URL = http://mesfordpublisher.com/wp-content/uploads/2019/04/The-Need-for-and-the-Growing-Importance-of-BioPhysical-Economics.pdf?


Abstract

"Actual economies are based upon a variety of processes whereby humans interact with nature: Extraction; production; distribution; consumption; and waste production. Material goods and energy-requiring services originate not in markets but in the Earth. But for the past 150 years, economics has been treated primarily as a social science. The conceptual model upon which mainstream (neoclassical) economics bases its analyses consist of a circular flow of income between producers and consumers, mediated by means of markets. In this "perpetual motion" of interactions between firms that produce and households that consume, little or no accounting is given to the flow of energy and materials from the environment and back again, and little account given to human interactions that take place outside of market processes. Analyses by natural scientists (and others) find that the conventional model is simply not credible. In this paper we bring to the attention of the readership of this new journal the approach of BioPhysical Economics, an important but not widely understood development in economic theory. We review these criticisms and offer the basic concepts to construct a completely new approach to economics, one that will probably be essential in our future that is likely to be highly constrained by climatic, other environmental, resource depletion and other BioPhysical issues."


Excerpts

"Since the 1980s productivity has grown six times faster than wages, and the rewards have been captured by those at the top of the income distribution.

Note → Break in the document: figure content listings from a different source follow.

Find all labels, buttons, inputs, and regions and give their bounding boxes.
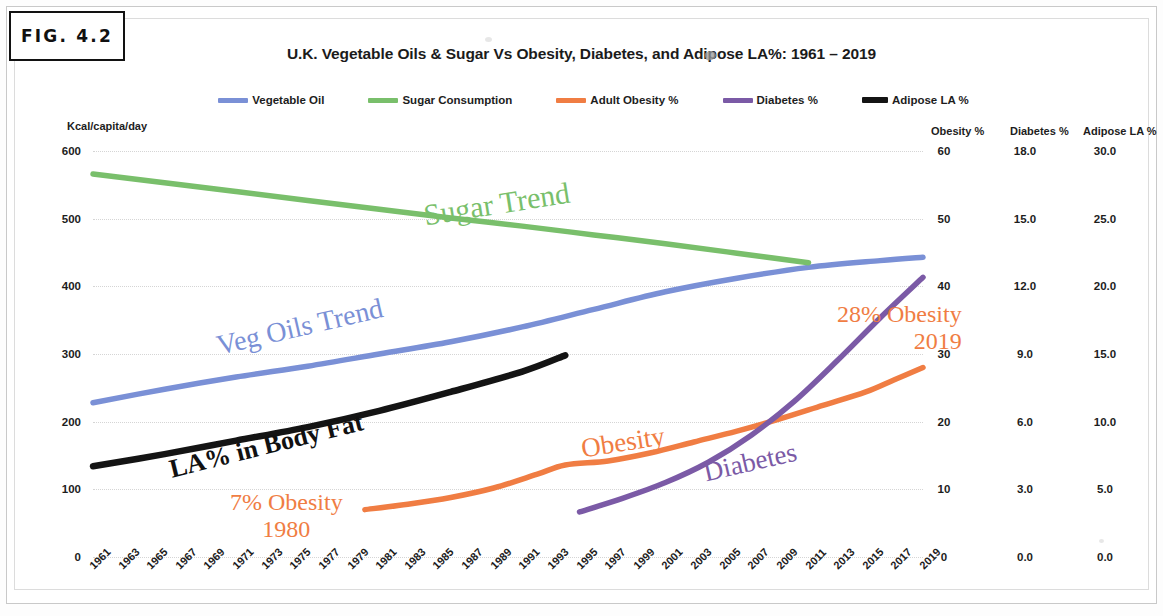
axis-caption-left: Kcal/capita/day [67,120,147,132]
y-tick-adipose: 10.0 [1079,416,1131,428]
x-axis-ticks: 1961196319651967196919711973197519771979… [93,559,923,616]
y-tick-adipose: 25.0 [1079,213,1131,225]
y-tick-diabetes: 15.0 [1003,213,1047,225]
legend-item-label: Sugar Consumption [402,94,512,106]
y-tick-diabetes: 6.0 [1003,416,1047,428]
axis-caption-diabetes: Diabetes % [1010,125,1069,137]
y-tick-diabetes: 9.0 [1003,348,1047,360]
legend-swatch-icon [368,98,398,103]
annotation-obesity-end-line1: 28% Obesity [837,301,962,328]
y-tick-left: 500 [35,213,81,225]
y-tick-obesity: 10 [927,483,961,495]
axis-caption-adipose: Adipose LA % [1083,125,1157,137]
legend-swatch-icon [862,97,888,103]
y-tick-adipose: 30.0 [1079,145,1131,157]
y-axis-ticks-adipose: 30.025.020.015.010.05.00.0 [1079,151,1131,557]
y-axis-ticks-diabetes: 18.015.012.09.06.03.00.0 [1003,151,1047,557]
figure-page: FIG. 4.2 U.K. Vegetable Oils & Sugar Vs … [0,0,1163,616]
legend-item-diabetes[interactable]: Diabetes % [723,94,818,106]
legend-item-sugar-consumption[interactable]: Sugar Consumption [368,94,512,106]
legend-item-label: Adult Obesity % [590,94,678,106]
chart-title: U.K. Vegetable Oils & Sugar Vs Obesity, … [15,45,1148,63]
y-tick-left: 400 [35,280,81,292]
figure-number-box: FIG. 4.2 [9,11,125,61]
chart-container: U.K. Vegetable Oils & Sugar Vs Obesity, … [14,18,1149,590]
scan-speck [1099,539,1104,543]
y-tick-diabetes: 18.0 [1003,145,1047,157]
y-tick-diabetes: 0.0 [1003,551,1047,563]
y-tick-obesity: 20 [927,416,961,428]
y-tick-left: 0 [35,551,81,563]
legend-swatch-icon [556,98,586,103]
annotation-obesity-start-line2: 1980 [230,516,343,543]
y-tick-obesity: 40 [927,280,961,292]
y-tick-left: 200 [35,416,81,428]
legend-item-label: Diabetes % [757,94,818,106]
y-tick-adipose: 20.0 [1079,280,1131,292]
scan-speck [485,37,492,42]
legend-item-adult-obesity[interactable]: Adult Obesity % [556,94,678,106]
legend-item-adipose-la[interactable]: Adipose LA % [862,94,969,106]
legend-swatch-icon [218,98,248,103]
y-tick-adipose: 15.0 [1079,348,1131,360]
y-tick-obesity: 50 [927,213,961,225]
y-tick-adipose: 5.0 [1079,483,1131,495]
annotation-obesity-start-line1: 7% Obesity [230,489,343,516]
y-tick-adipose: 0.0 [1079,551,1131,563]
chart-legend: Vegetable OilSugar ConsumptionAdult Obes… [15,94,1148,106]
series-line-adipose-la [93,355,565,466]
y-tick-obesity: 60 [927,145,961,157]
axis-caption-obesity: Obesity % [931,125,984,137]
y-tick-left: 600 [35,145,81,157]
y-tick-left: 300 [35,348,81,360]
annotation-obesity-end-line2: 2019 [837,328,962,355]
y-tick-left: 100 [35,483,81,495]
figure-number-label: FIG. 4.2 [21,26,113,46]
legend-swatch-icon [723,98,753,103]
legend-item-vegetable-oil[interactable]: Vegetable Oil [218,94,324,106]
y-tick-diabetes: 12.0 [1003,280,1047,292]
legend-item-label: Adipose LA % [892,94,969,106]
y-tick-diabetes: 3.0 [1003,483,1047,495]
x-tick-label: 1961 [87,546,113,572]
annotation-obesity-start: 7% Obesity 1980 [230,489,343,544]
y-axis-ticks-left: 6005004003002001000 [35,151,81,557]
annotation-obesity-end: 28% Obesity 2019 [837,301,962,356]
legend-item-label: Vegetable Oil [252,94,324,106]
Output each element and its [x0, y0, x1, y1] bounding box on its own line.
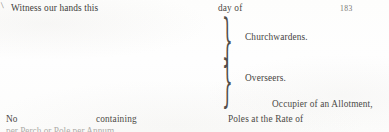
page-number: 183	[340, 5, 353, 13]
curly-brace-icon: }	[222, 55, 233, 110]
poles-rate-text: Poles at the Rate of	[228, 115, 303, 124]
number-field-label: No	[6, 115, 18, 124]
brace-label-churchwardens: Churchwardens.	[245, 33, 308, 42]
document-page: \ Witness our hands this day of 183 } Ch…	[0, 0, 389, 132]
stray-ink-mark: \	[1, 1, 9, 10]
clipped-bottom-line: per Perch or Pole per Annum	[6, 126, 114, 132]
brace-label-overseers: Overseers.	[245, 74, 286, 83]
containing-label: containing	[96, 115, 137, 124]
occupier-text: Occupier of an Allotment,	[272, 100, 373, 109]
witness-clause-text: Witness our hands this	[11, 4, 98, 13]
paper-texture	[0, 0, 389, 132]
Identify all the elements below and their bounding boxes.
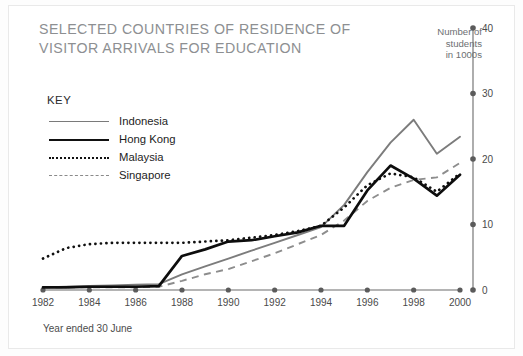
y-tick-label: 20 xyxy=(482,154,494,165)
x-tick-label: 1998 xyxy=(403,297,426,308)
figure-card: SELECTED COUNTRIES OF RESIDENCE OF VISIT… xyxy=(0,0,523,356)
series-line-hong-kong xyxy=(43,166,460,288)
x-tick-dot xyxy=(179,287,184,292)
x-tick-label: 1984 xyxy=(78,297,101,308)
x-tick-label: 1986 xyxy=(125,297,148,308)
y-tick-dot xyxy=(470,287,476,293)
x-tick-label: 1990 xyxy=(217,297,240,308)
series-group xyxy=(43,120,460,288)
figure-inner: SELECTED COUNTRIES OF RESIDENCE OF VISIT… xyxy=(9,6,514,348)
tick-labels-group: 1982198419861988199019921994199619982000… xyxy=(32,23,494,308)
y-tick-dot xyxy=(470,156,476,162)
x-tick-label: 1992 xyxy=(264,297,287,308)
x-tick-dot xyxy=(411,287,416,292)
x-tick-label: 1994 xyxy=(310,297,333,308)
x-tick-label: 2000 xyxy=(449,297,472,308)
x-tick-dot xyxy=(318,287,323,292)
y-tick-dot xyxy=(470,222,476,228)
y-tick-dot xyxy=(470,91,476,97)
y-tick-label: 30 xyxy=(482,88,494,99)
series-line-singapore xyxy=(43,163,460,287)
y-tick-label: 0 xyxy=(482,285,488,296)
chart-canvas: 1982198419861988199019921994199619982000… xyxy=(9,6,514,346)
x-tick-dot xyxy=(457,287,462,292)
x-tick-label: 1988 xyxy=(171,297,194,308)
x-tick-dot xyxy=(226,287,231,292)
x-tick-label: 1996 xyxy=(356,297,379,308)
x-axis-caption: Year ended 30 June xyxy=(43,323,132,334)
x-tick-dot xyxy=(87,287,92,292)
x-tick-dot xyxy=(272,287,277,292)
x-tick-dot xyxy=(365,287,370,292)
plot-area: 1982198419861988199019921994199619982000… xyxy=(9,6,514,348)
axes-group xyxy=(40,25,475,293)
y-tick-label: 10 xyxy=(482,219,494,230)
y-tick-dot xyxy=(470,25,476,31)
x-tick-label: 1982 xyxy=(32,297,55,308)
y-tick-label: 40 xyxy=(482,23,494,34)
series-line-indonesia xyxy=(43,120,460,288)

These new criticisms upon which we focus are aimed at the logical basis of the discipline, its residency within social sciences, and the misrepresentation of the real biophysical underpinnings of actual economies.

They continue and build upon earlier criticisms leveled by economists themselves, including especially Nicholas Georgescu-Roegen (1975), Kenneth Boulding (1961) and Nobel Laureate in economics Wassily Leontief (1982).

Those trained in the natural sciences look at the assumptions and procedures of conventional economics with something bordering on disbelief.

The criticisms of economics as a discipline by natural scientists tend to focus on the fact that conventional (i.e. neoclassical) economics does not qualify as real science because (among many other things) its basic tenets and models:

1) break the laws of thermodynamics and conservation of materials,

2) uses inappropriate boundaries for its analysis and

3) presents its basic tenets as logical givens, or maintained hypotheses, not testable/tested hypotheses.


We call for an integration of economics with natural science. Why should economics be (only) a social science when it is basically about stuff and physical services?

Why should economists be allowed to disregard the fundamental laws of nature and procedures of natural science when all other scientists know that if they did that they would be drummed out of their disciplinary club? This sleight of hand was accomplished in the years following the 1870s, when the focus of political economy changed from the idea that value was produced by the transformation of the materials of nature into exchangeable commodities using human labor, to that of value as the production of psychological, and unmeasurable, human utilities.

One considers economic production a work process, requiring energy, which indeed it is.

The increase in economic production (i.e. GDP) is highly correlated with the increase in our use of fossil fuels and other energy resources.

The availability of fossil fuels and the technologies to use them has meant an enormous increase in labor productivity.

Neoclassical economics gives low value to energy because of its low price, normally only 5-10 percent of GDP. But energy is critically important to economies because of its low price, and because we can do so much work on so little money. ... Hence energy availability is a critical issue in economics.